Building on What You Already Know
You are ready for this topic if you have explored Terrestrial Biomes: Land-Based Ecosystem Types and Aquatic Biomes: Water-Based Ecosystem Types. Understanding Matter Cycles: Water, Carbon, and Nitrogen Cycles and Climate Regions: Temperature and Precipitation Patterns also gives you a strong foundation.
You should also be familiar with Resource Use: Renewable and Non-Renewable Resources and Environmental Systems: Human Effects on Ecosystems. These topics prepare you to think critically about how human choices affect the natural world.
Related Topics and Connections
This topic connects to many important areas of environmental science.

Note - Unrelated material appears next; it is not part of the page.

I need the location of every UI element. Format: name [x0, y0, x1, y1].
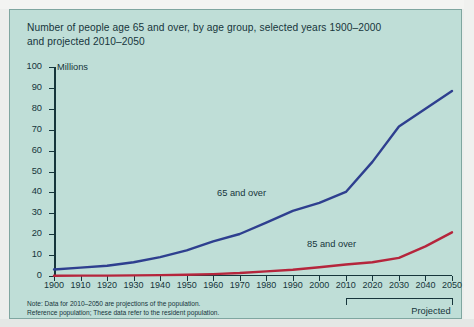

You will build on your understanding of Conservation: Protection and Restoration as you learn how traditional knowledge guides modern conservation efforts.
As you move forward, you will explore Ecological Wisdom and Sustainable Practices and Natural Systems and Environmental Relationships, which build directly on what you learn here. You will also be prepared for Conservation and Environmental Protection, Environmental Science, Resource Management, and Sustainable Practices, System Interactions: Energy and Matter Flow, and Biodiversity and Species Relationships.
Understanding how all these topics connect helps you see the big picture that ecosystems, traditional knowledge, and modern science all work together to protect the planet you live on.